“What people see as fearlessness is really persistence.” – Wangari Maathai
Greetings from Île de France where I’ll be looking after a friendly wee dog. The skies are cloudy, but there are flowers and trees dressed in fresh spring green. My brain is tired as the homeowners speak only French – I’d forgotten what hard work it was to communicate in a second language. But this is why I’m in France, and I seem to be making myself understood – and understanding in return.
Fashion is Entertaining
There’s an exhibit of women’s fashions over the centuries at the Vancouver Museum. The curator insists that fashion isn’t frivolous – it’s entertaining. Fashion is also an indicator of history. For example, hems tend to be higher in good times, lower in bad times. “Another equally fascinating aspect is how clothing embodies the role of women at different moments in time — confined, freed, objectified and so on. Long before the mini skirt upset the apple cart of society, dress styles like French chemises (robe-sylphide) were deemed obscene, as they gave too much away about the female body.” [CBC 3-minute video, The Tyee article]
From Paint to Crochet
A Nova Scotia woman has crocheted Maud Lewis’ painting of 3 cats onto a sweater – from one art form to another. [CBC]
A Sense of Enchantment
In Enchantment: Reawakening Wonder in an Exhausted Age, Katherine May explains why she believes “awe, wonder, fascination and mystery are crucial to our survival.” She says, “I’d spent my adult life pushing my sense of enchantment away, denying its calling because I saw myself as a rational being who didn’t need such things. Without it, I was unable to make meaning as I aged, to feel any faith in this planet and its inhabitants as everything changed.” She relearned how to experience wonder in the timeless beauty of moonlight and at the sight of a single crocus springing up in a new space. “My sense of enchantment sustained me through difficulty, but it, in turn, was fuelled by the empty, intimate space that opened up in those months. There is an exchange here that I’ve learned to carve: the binding of a small life to a vast universe. The way that the insignificant can speak of the whole.” [The Guardian]
Footnotes to a Conversation is a weekly Monday feature covering an assortment of topics that I’ve come across in the preceding week – books, art, travel, food, and whatever else strikes my fancy. I also post occasional articles on other dates, including frequent book reviews and travel tales.
If you share my love of nature, check out EcoFriendly West, an online publication encouraging environmental initiatives in Western Canada, and Nature Companion, a free nature app for Canada’s four western provinces.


Pull out each line of the records holding the string "JSON".

-- Material for the task follows --

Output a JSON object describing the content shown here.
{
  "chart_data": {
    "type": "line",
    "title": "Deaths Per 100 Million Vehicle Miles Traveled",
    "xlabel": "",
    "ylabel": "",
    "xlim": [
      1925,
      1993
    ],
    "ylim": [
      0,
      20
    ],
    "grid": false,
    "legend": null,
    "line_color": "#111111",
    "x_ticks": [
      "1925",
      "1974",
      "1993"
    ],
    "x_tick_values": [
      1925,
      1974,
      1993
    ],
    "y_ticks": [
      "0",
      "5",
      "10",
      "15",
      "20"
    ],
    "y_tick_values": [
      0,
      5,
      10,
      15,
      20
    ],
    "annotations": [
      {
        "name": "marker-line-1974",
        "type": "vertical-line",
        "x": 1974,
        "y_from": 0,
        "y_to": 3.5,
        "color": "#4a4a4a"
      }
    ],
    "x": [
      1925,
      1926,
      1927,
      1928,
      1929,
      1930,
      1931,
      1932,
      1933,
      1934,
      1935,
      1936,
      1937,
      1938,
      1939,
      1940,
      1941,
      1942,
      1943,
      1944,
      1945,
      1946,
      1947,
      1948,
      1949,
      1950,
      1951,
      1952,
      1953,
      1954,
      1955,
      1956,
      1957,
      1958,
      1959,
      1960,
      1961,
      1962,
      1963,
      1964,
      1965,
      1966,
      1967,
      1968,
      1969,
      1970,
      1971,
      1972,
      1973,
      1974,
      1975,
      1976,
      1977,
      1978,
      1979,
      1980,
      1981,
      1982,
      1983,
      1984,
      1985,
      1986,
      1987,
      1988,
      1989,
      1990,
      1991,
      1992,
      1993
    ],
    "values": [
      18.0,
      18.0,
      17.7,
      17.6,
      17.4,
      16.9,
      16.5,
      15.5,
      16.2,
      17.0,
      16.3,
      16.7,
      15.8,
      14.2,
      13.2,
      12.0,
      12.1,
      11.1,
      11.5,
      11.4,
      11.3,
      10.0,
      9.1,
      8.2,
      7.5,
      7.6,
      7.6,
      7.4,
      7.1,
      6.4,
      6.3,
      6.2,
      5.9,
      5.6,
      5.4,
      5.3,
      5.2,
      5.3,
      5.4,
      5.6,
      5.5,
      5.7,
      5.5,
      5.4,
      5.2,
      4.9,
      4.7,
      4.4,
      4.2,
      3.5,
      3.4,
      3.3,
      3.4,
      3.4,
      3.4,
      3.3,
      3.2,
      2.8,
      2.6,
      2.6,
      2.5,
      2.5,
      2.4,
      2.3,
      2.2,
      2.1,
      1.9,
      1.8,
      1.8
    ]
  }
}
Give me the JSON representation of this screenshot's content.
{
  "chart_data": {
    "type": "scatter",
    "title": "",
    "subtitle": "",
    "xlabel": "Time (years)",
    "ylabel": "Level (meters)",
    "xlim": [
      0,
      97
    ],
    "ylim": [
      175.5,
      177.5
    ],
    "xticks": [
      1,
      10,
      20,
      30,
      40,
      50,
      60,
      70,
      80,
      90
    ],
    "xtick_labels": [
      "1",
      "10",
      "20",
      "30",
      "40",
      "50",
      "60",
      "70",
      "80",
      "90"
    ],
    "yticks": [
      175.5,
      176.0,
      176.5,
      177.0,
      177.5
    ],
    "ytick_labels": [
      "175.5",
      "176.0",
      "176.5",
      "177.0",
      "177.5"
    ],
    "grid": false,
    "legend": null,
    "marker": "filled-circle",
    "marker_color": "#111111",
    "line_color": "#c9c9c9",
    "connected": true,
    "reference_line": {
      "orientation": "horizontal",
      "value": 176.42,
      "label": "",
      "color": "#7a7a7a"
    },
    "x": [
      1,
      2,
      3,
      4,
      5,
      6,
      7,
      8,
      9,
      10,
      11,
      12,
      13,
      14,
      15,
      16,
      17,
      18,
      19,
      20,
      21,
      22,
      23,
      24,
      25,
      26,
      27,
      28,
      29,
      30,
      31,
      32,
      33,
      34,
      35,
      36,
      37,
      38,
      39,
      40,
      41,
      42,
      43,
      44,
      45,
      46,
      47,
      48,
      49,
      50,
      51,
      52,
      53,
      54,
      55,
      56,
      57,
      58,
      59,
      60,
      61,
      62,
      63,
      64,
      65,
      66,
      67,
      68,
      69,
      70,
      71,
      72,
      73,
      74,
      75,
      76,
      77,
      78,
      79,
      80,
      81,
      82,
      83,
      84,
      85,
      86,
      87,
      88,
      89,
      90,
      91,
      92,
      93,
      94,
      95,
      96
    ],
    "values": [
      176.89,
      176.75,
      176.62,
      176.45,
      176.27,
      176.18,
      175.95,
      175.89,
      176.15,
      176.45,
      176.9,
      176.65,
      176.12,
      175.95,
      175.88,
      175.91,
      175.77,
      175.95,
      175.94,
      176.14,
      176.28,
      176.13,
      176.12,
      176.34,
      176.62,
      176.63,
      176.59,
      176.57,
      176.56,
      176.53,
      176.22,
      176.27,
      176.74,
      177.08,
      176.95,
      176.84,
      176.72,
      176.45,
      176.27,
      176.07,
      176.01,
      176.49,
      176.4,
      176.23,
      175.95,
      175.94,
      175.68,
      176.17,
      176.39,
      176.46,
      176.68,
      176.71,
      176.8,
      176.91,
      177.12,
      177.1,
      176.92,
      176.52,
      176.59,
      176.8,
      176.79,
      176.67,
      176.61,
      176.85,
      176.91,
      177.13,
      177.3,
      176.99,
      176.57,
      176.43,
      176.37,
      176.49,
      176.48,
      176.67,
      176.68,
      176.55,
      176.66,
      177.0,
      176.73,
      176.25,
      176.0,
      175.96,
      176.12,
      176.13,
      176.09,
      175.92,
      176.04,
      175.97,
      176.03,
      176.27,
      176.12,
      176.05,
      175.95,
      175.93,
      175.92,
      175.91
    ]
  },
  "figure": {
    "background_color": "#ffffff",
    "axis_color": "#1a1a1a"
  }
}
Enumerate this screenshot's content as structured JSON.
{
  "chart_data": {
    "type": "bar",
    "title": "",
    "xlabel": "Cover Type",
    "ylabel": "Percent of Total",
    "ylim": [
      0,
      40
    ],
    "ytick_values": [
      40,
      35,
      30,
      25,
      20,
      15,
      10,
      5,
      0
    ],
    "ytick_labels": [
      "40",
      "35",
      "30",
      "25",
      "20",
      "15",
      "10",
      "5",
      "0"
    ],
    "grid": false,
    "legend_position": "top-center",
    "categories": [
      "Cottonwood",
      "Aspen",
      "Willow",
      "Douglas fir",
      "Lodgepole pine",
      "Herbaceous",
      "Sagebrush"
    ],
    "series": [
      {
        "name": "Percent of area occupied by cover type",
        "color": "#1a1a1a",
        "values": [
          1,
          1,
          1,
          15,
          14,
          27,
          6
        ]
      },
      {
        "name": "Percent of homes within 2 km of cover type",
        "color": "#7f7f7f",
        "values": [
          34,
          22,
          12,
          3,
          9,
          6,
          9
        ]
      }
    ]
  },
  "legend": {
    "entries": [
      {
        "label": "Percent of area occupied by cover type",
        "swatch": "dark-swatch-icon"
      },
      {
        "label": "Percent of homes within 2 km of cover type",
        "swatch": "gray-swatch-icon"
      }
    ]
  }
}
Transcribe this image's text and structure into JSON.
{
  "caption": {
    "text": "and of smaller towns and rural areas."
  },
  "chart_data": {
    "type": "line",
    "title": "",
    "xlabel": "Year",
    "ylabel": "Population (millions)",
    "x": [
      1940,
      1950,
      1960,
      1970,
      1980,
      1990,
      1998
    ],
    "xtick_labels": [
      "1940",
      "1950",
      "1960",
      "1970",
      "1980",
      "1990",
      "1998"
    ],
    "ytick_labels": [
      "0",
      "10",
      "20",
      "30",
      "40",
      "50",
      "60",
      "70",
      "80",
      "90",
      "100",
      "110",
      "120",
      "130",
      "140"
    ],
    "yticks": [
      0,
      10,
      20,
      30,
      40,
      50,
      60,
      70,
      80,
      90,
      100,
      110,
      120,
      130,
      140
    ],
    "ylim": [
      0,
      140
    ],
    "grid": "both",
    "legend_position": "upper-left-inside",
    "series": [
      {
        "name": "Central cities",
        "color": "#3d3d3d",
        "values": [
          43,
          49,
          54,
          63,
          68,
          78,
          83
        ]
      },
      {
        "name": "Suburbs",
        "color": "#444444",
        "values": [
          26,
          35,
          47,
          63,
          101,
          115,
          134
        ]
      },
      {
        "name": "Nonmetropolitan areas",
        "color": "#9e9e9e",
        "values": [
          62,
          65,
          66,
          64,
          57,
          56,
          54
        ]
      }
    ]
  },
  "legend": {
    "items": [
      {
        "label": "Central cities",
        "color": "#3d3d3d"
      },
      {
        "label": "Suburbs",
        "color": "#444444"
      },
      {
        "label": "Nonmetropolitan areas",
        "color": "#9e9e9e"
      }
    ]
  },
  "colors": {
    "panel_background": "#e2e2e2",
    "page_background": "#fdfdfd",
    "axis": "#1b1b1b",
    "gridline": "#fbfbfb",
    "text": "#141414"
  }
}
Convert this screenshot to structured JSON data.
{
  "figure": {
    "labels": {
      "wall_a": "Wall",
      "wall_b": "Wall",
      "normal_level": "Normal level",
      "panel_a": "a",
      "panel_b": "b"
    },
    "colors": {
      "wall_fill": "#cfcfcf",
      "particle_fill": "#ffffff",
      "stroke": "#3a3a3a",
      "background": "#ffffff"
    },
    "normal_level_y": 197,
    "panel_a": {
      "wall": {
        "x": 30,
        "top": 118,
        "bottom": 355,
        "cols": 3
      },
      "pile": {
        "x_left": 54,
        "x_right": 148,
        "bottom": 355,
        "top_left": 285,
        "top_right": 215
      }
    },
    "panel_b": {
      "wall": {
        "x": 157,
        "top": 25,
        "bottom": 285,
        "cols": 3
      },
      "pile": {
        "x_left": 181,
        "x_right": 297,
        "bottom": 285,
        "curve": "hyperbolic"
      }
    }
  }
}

-- Material for the task concluded --

## Finished task
Output a JSON object describing the content shown here.
Give me the JSON representation of this screenshot's content.
Enumerate this screenshot's content as structured JSON.
Transcribe this image's text and structure into JSON.
Convert this screenshot to structured JSON data.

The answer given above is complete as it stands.